This contemporary companion to the Jewish year cycle is not only a bellwether for radical Jews who want their lives and practice to be rooted in their political commitments but also an educational resource in Jewish tradition, holidays, and ritual. With a chapter for each month of the Hebrew calendar, For Times Such as These offers spiritual practices and holiday rituals rooted in movements for racial justice, decolonization, feminism, and queer and trans liberation. Each chapter opens with an invocation by liturgist and healer Dori Midnight and illuminated by artist Sol Weiss. Highlighting each month’s spiritual and cultural qualities, Rabbi Ariana Katz and Rabbi Jessica Rosenberg summarize and provide commentary on Torah readings; examine the texts, histories, and contemporary customs of Jewish holidays; and offer questions to reflect on and engage spiritually with the month. This work provides a guide for creative action and ritual making throughout the seasons, an exploration of anti-Zionist Judaism, and spiritual-cultural invitation to embody and expand decolonial, anti-racist, queer, and feminist Jewish practice.
One of the authors (Rabbi Jessica) is a dear friend, AND I really believe this is a generational defining book, one we’ll be talking about, referencing, pulling quotes from, and reminiscing about for years to come. For Times Such as These is beautiful both as a mirror to the powerful queer, left, anti/non Zionist organizing we’ve been doing, and as a guide to the future we’re building and making possible together. This book offers inspiration and tools to weave Jewish text, ritual and history into our work and our lives, especially amidst unending horror and genocide in Palestine, happening in our name as Jews and with our US tax dollars / weapons. This book was critical in an important turning point in my own life, where I’ve recommitted in new ways to Jewish practice and learning, so I’m not being dramatic when I say it was life changing to dig into this. I think this book will move you regardless of your relationship to Judaism, it’s needed as a balm for the times we’re living through.
Oh, how I rejoiced that this book existed when I found it and, now that I have read it, I am even more delighted.
What a wonderful resource for anyone wanting to explore the Jewish year, especially from a Leftist perspective.
I am not Jewish but this book has both taught me so much about Judaism and offered me an invitation to further explore the calendar year of my own tradition (Christianity) in a similar way. This is something that I had already begun but 'For Times Such as These' has given me so many new ways of thinking about that.
The resources and bibliography alone are worth reading this book for. I fully intend to explore them all.
Endless gratitude to the authors for this work of heart. I know that I will return to it many times.
Fantastic and entirely helpful! Has been such a joy to read along w/ months and pick out new themes and questions to carry with me. Will surely be incorporating portions into the various seders I am attending.
The queer, leftist Jewish text I’ve been waiting for my whole dang life!! Picked up where Waskow left off in Seasons of Our Joy and added so much richness and nuance to each entry.
This is a terrific introduction to Jewish festivals for people who have previously felt alienated from Judaism because of the ways in which its been tied to Zionism. Rabbis Katz and Rosenberg do a wonderful job situating each month of the year, the Torah portions, holidays, and ways to commemorate each time period. What I especially like are the alternative ways to mark various times of the year - for example, for Tu'bshvat instead of the Zionist-Jewish National Fund tree planting in apartheid Israel, they offer ways to provide reparations for Palestinian communities besieged by Israel. It's a wonderful book and contains terrific footnotes for further reading too!
P13 We write this book without any attempt at objectivity [...] we are practitioners who are deeply embedded in the movements we are describing. P17 We include Torah here because we are in a lineage of text wrestlers. P18 This book is a snapshot in time of the rituals and practices, fears and joys that our communities hold close today.
See also pp 3, 74, 229 (for anti-statist quote in Pirke Avot), 265/269 (and all of chapter on Av for Jewish capacity to hold and express grief), 374. See pp 213-4 & 371 for discussion on cultural appropriation where I may be in some tension with authors.
I read this book over the entire Jewish year and there were parts of it that really impacted and stuck with me a but a lot that felt honestly like a stretch- I think this is a really powerful text for people who find their Judaism deeply connected to leftist politics or who want to build that connection, however that isn't necessarily my jam. And that's okay!
I am so grateful to the authors for writing this book. This guide is helping me align my spirituality with my values and makes me so proud to be Jewish.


- **TASK DETAILS**
Repeat, line for line, the entries printed below.

- **SUPPLIED MATERIAL**
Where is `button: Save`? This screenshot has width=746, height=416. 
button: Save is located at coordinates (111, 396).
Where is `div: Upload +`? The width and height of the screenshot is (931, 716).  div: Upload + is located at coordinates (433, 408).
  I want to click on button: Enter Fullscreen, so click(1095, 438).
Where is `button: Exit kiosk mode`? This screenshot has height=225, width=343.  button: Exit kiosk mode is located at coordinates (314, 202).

- **ANSWER TO THIS TASK**
Where is `button: Save`? This screenshot has width=746, height=416. 
button: Save is located at coordinates (111, 396).
Where is `div: Upload +`? The width and height of the screenshot is (931, 716).  div: Upload + is located at coordinates (433, 408).
  I want to click on button: Enter Fullscreen, so click(1095, 438).
Where is `button: Exit kiosk mode`? This screenshot has height=225, width=343.  button: Exit kiosk mode is located at coordinates (314, 202).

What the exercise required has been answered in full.